Blue Gems In Teeth Illuminate Women's Hidden Role In Medieval Manuscripts (abc.net.au)
brindafella writes: The jaw bone of a woman who died around 1000-1200 AD has specks of precious lapis lazuli (mineral) in the plaque of her teeth. This indicates that this woman would have licked the brush used in preparing precious illuminated manuscripts at the women's monastery in Dalheim in western Germany. The study by researchers from German-based Max Planck Institute for the Science of Human History and Britain's University of York showed that women, as well as men, were part of the production of the valuable manuscripts. "The researchers said this challenged long-held beliefs that women had played little role in the European Middle Ages in producing literary and written texts which came largely from religious institutions," reports the Australian Broadcasting Corporation. "Researcher Christina Warinner said this finding from the 11th century was unprecedented in showing more women were literate, educated and encouraged to read at that time."
Rather like "posting on Slashdot" implies "knowing what you're talking about".
So the long help belief was that women's monasteries, which they obviously knew existed, just sat there twiddling their thumbs? I suspect people are projecting their modern biases pretty damn hard there. Back then life was hard, and it is pretty solid common sense that gender was much LESS of an issue, as survival was a little higher up the priority list.
Really, I googled "women monasteries illuminated manuscripts" and I found a book from 2009 about the subject (fifth result, the four before that were all about this article). Its introduction reads: "Although the majority of scribes who can be affiliated with women’s monastic manuscripts were themselves, in fact, women monastics, a number of their male contemporaries also contributed to monastic manuscript holdings". So it is actually the other way around: we knew about women scribes.
It is either (post)modern bias or just marketing ("look, we found something new, something none could believe"!) or probably both.
What is important about this discovery is more than anything else that it constitutes proof of the fact that women, presumably nuns, as well as monks were involved in the production of the most splendid manuscripts of the time because nobody except a first rate illustrator would have something as obscenely expensive as lapis lazuli in their dental plaque.
Which is already a well known fact since sometime they signed their works.
Uhhh... no. The church regularly cracked down on education and what they called ‘feral latin’ among the clergy. Bishops and commissions of scholarly monks conducted regular visitations in parishes to judge and report the state of affairs.
They had to crack down on it because it existed. And of course they were 100% uncorruptable and diligent, like all clergy everywhere are renowned as being.
Plus, lapis lazuli was imported from Afghanistan and was at times more valuable than gold so this woman was an illustrator of some very high end texts. What is important about this discovery is more than anything else that it constitutes proof of the fact that women, presumably nuns, as well as monks were involved in the production of the most splendid manuscripts of the time because nobody except a first rate illustrator would have something as obscenely expensive as lapis lazuli in their dental plaque.
Sure. None of which has any bearing on literacy.
It has a bearing on what TFA is about, I.e. that women were involved in the creation of some of the most exclusive illustrated manuscripts of the period, real masretmaster pieces like the Codex Aureus made for the emperor himself. When the radiator grill costs its weight in gold and the car the the grill is going into costs the yearly revenue of a whole county you do not let just any hack handle the assembly work. TFA made no claims about having proven that medieval women were literate. It has been well documented that women were literate since very ancient times. The literacy issue is a straw man you created. Also, I have read period documents written by clergy involved in visitations during the Middle Ages and these people took their work really seriously. Your completely unsubstantiated claim they all were corrupt is unfair. Ecclesiastical corruption did happen but it also regularly led to reform movements within the church and demands for reform among the civilian population. The biggest manifestation of this being the Protestant reformation.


■ **Exercise brief**
Reproduce exactly the line that contains "Output a JSON" and every line after it through the end of the records below, leaving out all pictures.

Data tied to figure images
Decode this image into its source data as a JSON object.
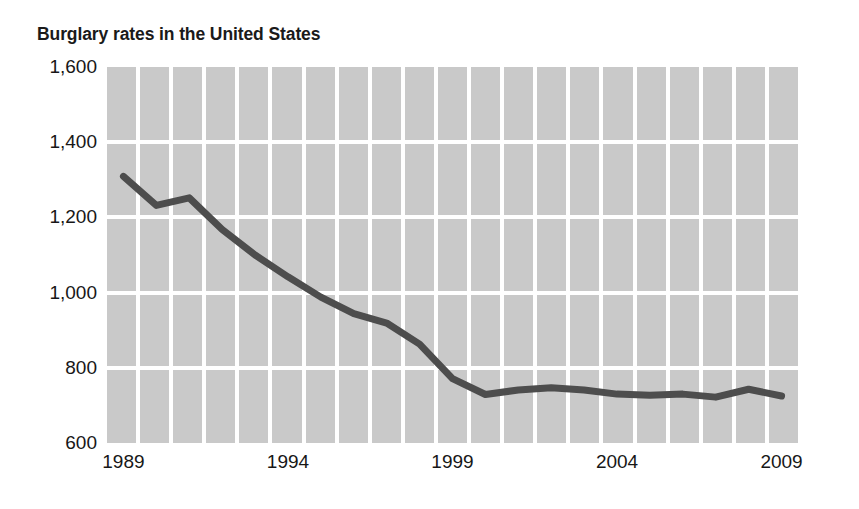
{
  "chart_data": {
    "type": "line",
    "title": "Burglary rates in the United States",
    "xlabel": "",
    "ylabel": "",
    "xlim": [
      1988.5,
      2009.5
    ],
    "ylim": [
      600,
      1600
    ],
    "grid": true,
    "legend": null,
    "y_ticks": [
      "1,600",
      "1,400",
      "1,200",
      "1,000",
      "800",
      "600"
    ],
    "y_tick_values": [
      1600,
      1400,
      1200,
      1000,
      800,
      600
    ],
    "x_ticks": [
      "1989",
      "1994",
      "1999",
      "2004",
      "2009"
    ],
    "x_tick_values": [
      1989,
      1994,
      1999,
      2004,
      2009
    ],
    "x": [
      1989,
      1990,
      1991,
      1992,
      1993,
      1994,
      1995,
      1996,
      1997,
      1998,
      1999,
      2000,
      2001,
      2002,
      2003,
      2004,
      2005,
      2006,
      2007,
      2008,
      2009
    ],
    "values": [
      1309,
      1232,
      1252,
      1168,
      1100,
      1042,
      988,
      944,
      919,
      863,
      771,
      729,
      741,
      747,
      741,
      730,
      727,
      730,
      722,
      743,
      725
    ],
    "series": [
      {
        "name": "Burglary rate per 100,000",
        "values": [
          1309,
          1232,
          1252,
          1168,
          1100,
          1042,
          988,
          944,
          919,
          863,
          771,
          729,
          741,
          747,
          741,
          730,
          727,
          730,
          722,
          743,
          725
        ]
      }
    ],
    "colors": {
      "line": "#4d4d4d",
      "band": "#c9c9c9",
      "grid": "#ffffff",
      "text": "#171717",
      "background": "#ffffff"
    },
    "band_count": 21
  }
}
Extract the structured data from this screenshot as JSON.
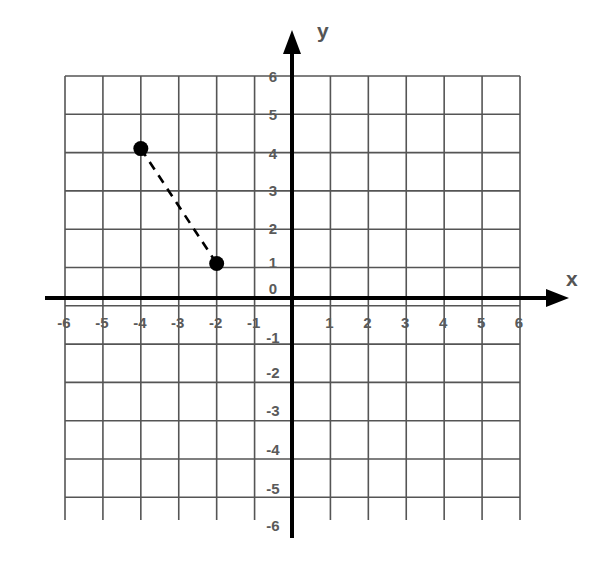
{
  "chart_data": {
    "type": "scatter",
    "title": "",
    "xlabel": "x",
    "ylabel": "y",
    "xlim": [
      -6,
      6
    ],
    "ylim": [
      -6,
      6
    ],
    "grid": true,
    "x_ticks": [
      "-6",
      "-5",
      "-4",
      "-3",
      "-2",
      "-1",
      "1",
      "2",
      "3",
      "4",
      "5",
      "6"
    ],
    "y_ticks": [
      "6",
      "5",
      "4",
      "3",
      "2",
      "1",
      "0",
      "-1",
      "-2",
      "-3",
      "-4",
      "-5",
      "-6"
    ],
    "series": [
      {
        "name": "points",
        "points": [
          {
            "x": -4,
            "y": 4
          },
          {
            "x": -2,
            "y": 1
          }
        ],
        "connector": "dashed"
      }
    ]
  },
  "colors": {
    "grid": "#555555",
    "axis": "#000000",
    "tick_text": "#5a5a5a",
    "point": "#000000"
  }
}
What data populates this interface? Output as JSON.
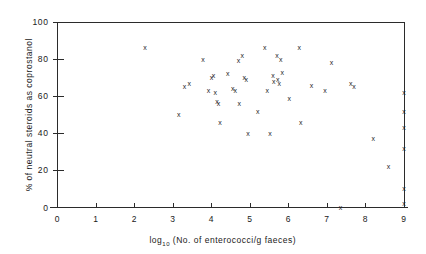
{
  "chart_data": {
    "type": "scatter",
    "title": "",
    "xlabel": "log10 (No. of enterococci/g faeces)",
    "xlabel_base": "log",
    "xlabel_subscript": "10",
    "xlabel_rest": "(No. of enterococci/g faeces)",
    "ylabel": "% of neutral steroids as coprostanol",
    "xlim": [
      0,
      9
    ],
    "ylim": [
      0,
      100
    ],
    "xticks": [
      0,
      1,
      2,
      3,
      4,
      5,
      6,
      7,
      8,
      9
    ],
    "xticklabels": [
      "0",
      "1",
      "2",
      "3",
      "4",
      "5",
      "6",
      "7",
      "8",
      "9"
    ],
    "yticks": [
      0,
      20,
      40,
      60,
      80,
      100
    ],
    "yticklabels": [
      "0",
      "20",
      "40",
      "60",
      "80",
      "100"
    ],
    "grid": false,
    "legend": false,
    "marker": "x",
    "marker_color": "#1f1f1f",
    "points": [
      {
        "x": 2.27,
        "y": 86.0
      },
      {
        "x": 3.15,
        "y": 50.0
      },
      {
        "x": 3.3,
        "y": 65.0
      },
      {
        "x": 3.42,
        "y": 67.0
      },
      {
        "x": 3.78,
        "y": 80.0
      },
      {
        "x": 3.92,
        "y": 63.0
      },
      {
        "x": 4.0,
        "y": 70.0
      },
      {
        "x": 4.05,
        "y": 71.0
      },
      {
        "x": 4.1,
        "y": 62.0
      },
      {
        "x": 4.14,
        "y": 57.0
      },
      {
        "x": 4.18,
        "y": 56.0
      },
      {
        "x": 4.22,
        "y": 46.0
      },
      {
        "x": 4.42,
        "y": 72.0
      },
      {
        "x": 4.55,
        "y": 64.0
      },
      {
        "x": 4.62,
        "y": 63.0
      },
      {
        "x": 4.7,
        "y": 79.0
      },
      {
        "x": 4.72,
        "y": 56.0
      },
      {
        "x": 4.8,
        "y": 82.0
      },
      {
        "x": 4.85,
        "y": 70.0
      },
      {
        "x": 4.9,
        "y": 69.0
      },
      {
        "x": 4.95,
        "y": 40.0
      },
      {
        "x": 5.2,
        "y": 52.0
      },
      {
        "x": 5.38,
        "y": 86.0
      },
      {
        "x": 5.45,
        "y": 63.0
      },
      {
        "x": 5.52,
        "y": 40.0
      },
      {
        "x": 5.6,
        "y": 71.0
      },
      {
        "x": 5.62,
        "y": 68.0
      },
      {
        "x": 5.7,
        "y": 82.0
      },
      {
        "x": 5.72,
        "y": 69.0
      },
      {
        "x": 5.76,
        "y": 67.0
      },
      {
        "x": 5.8,
        "y": 80.0
      },
      {
        "x": 5.84,
        "y": 73.0
      },
      {
        "x": 6.02,
        "y": 59.0
      },
      {
        "x": 6.28,
        "y": 86.0
      },
      {
        "x": 6.32,
        "y": 46.0
      },
      {
        "x": 6.6,
        "y": 66.0
      },
      {
        "x": 6.95,
        "y": 63.0
      },
      {
        "x": 7.12,
        "y": 78.0
      },
      {
        "x": 7.35,
        "y": 0.0
      },
      {
        "x": 7.62,
        "y": 67.0
      },
      {
        "x": 7.7,
        "y": 65.0
      },
      {
        "x": 8.2,
        "y": 37.0
      },
      {
        "x": 8.6,
        "y": 22.0
      },
      {
        "x": 9.0,
        "y": 62.0
      },
      {
        "x": 9.0,
        "y": 52.0
      },
      {
        "x": 9.0,
        "y": 43.0
      },
      {
        "x": 9.0,
        "y": 32.0
      },
      {
        "x": 9.0,
        "y": 10.0
      },
      {
        "x": 9.0,
        "y": 2.0
      }
    ]
  }
}
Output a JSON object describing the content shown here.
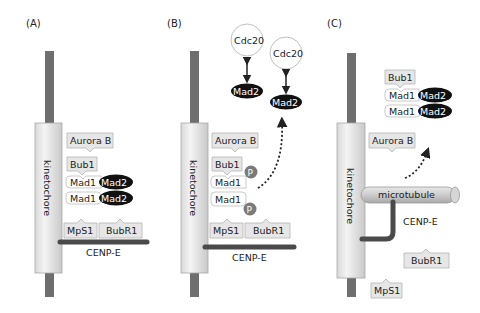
{
  "panels": {
    "A": {
      "label": "(A)",
      "kinetochore": "kinetochore",
      "aurora_b": "Aurora B",
      "bub1": "Bub1",
      "mad1_top": "Mad1",
      "mad2_top": "Mad2",
      "mad1_bottom": "Mad1",
      "mad2_bottom": "Mad2",
      "mps1": "MpS1",
      "bubr1": "BubR1",
      "cenp_e": "CENP-E"
    },
    "B": {
      "label": "(B)",
      "kinetochore": "kinetochore",
      "aurora_b": "Aurora B",
      "bub1": "Bub1",
      "mad1_top": "Mad1",
      "mad1_bottom": "Mad1",
      "phospho_top": "P",
      "phospho_bottom": "P",
      "cdc20_left": "Cdc20",
      "mad2_left": "Mad2",
      "cdc20_right": "Cdc20",
      "mad2_right": "Mad2",
      "mps1": "MpS1",
      "bubr1": "BubR1",
      "cenp_e": "CENP-E"
    },
    "C": {
      "label": "(C)",
      "kinetochore": "kinetochore",
      "bub1": "Bub1",
      "mad1_top": "Mad1",
      "mad2_top": "Mad2",
      "mad1_bottom": "Mad1",
      "mad2_bottom": "Mad2",
      "aurora_b": "Aurora B",
      "microtubule": "microtubule",
      "cenp_e": "CENP-E",
      "bubr1": "BubR1",
      "mps1": "MpS1"
    }
  },
  "colors": {
    "rod": "#6e6e6e",
    "mad2": "#111111",
    "phospho": "#7a7a7a",
    "cenp_e": "#4a4a4a",
    "protein_box": "#e6e6e6"
  }
}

■ **Response below**
Output a JSON object describing the content shown here.
{
  "panels": {
    "A": {
      "label": "(A)",
      "kinetochore": "kinetochore",
      "aurora_b": "Aurora B",
      "bub1": "Bub1",
      "mad1_top": "Mad1",
      "mad2_top": "Mad2",
      "mad1_bottom": "Mad1",
      "mad2_bottom": "Mad2",
      "mps1": "MpS1",
      "bubr1": "BubR1",
      "cenp_e": "CENP-E"
    },
    "B": {
      "label": "(B)",
      "kinetochore": "kinetochore",
      "aurora_b": "Aurora B",
      "bub1": "Bub1",
      "mad1_top": "Mad1",
      "mad1_bottom": "Mad1",
      "phospho_top": "P",
      "phospho_bottom": "P",
      "cdc20_left": "Cdc20",
      "mad2_left": "Mad2",
      "cdc20_right": "Cdc20",
      "mad2_right": "Mad2",
      "mps1": "MpS1",
      "bubr1": "BubR1",
      "cenp_e": "CENP-E"
    },
    "C": {
      "label": "(C)",
      "kinetochore": "kinetochore",
      "bub1": "Bub1",
      "mad1_top": "Mad1",
      "mad2_top": "Mad2",
      "mad1_bottom": "Mad1",
      "mad2_bottom": "Mad2",
      "aurora_b": "Aurora B",
      "microtubule": "microtubule",
      "cenp_e": "CENP-E",
      "bubr1": "BubR1",
      "mps1": "MpS1"
    }
  },
  "colors": {
    "rod": "#6e6e6e",
    "mad2": "#111111",
    "phospho": "#7a7a7a",
    "cenp_e": "#4a4a4a",
    "protein_box": "#e6e6e6"
  }
}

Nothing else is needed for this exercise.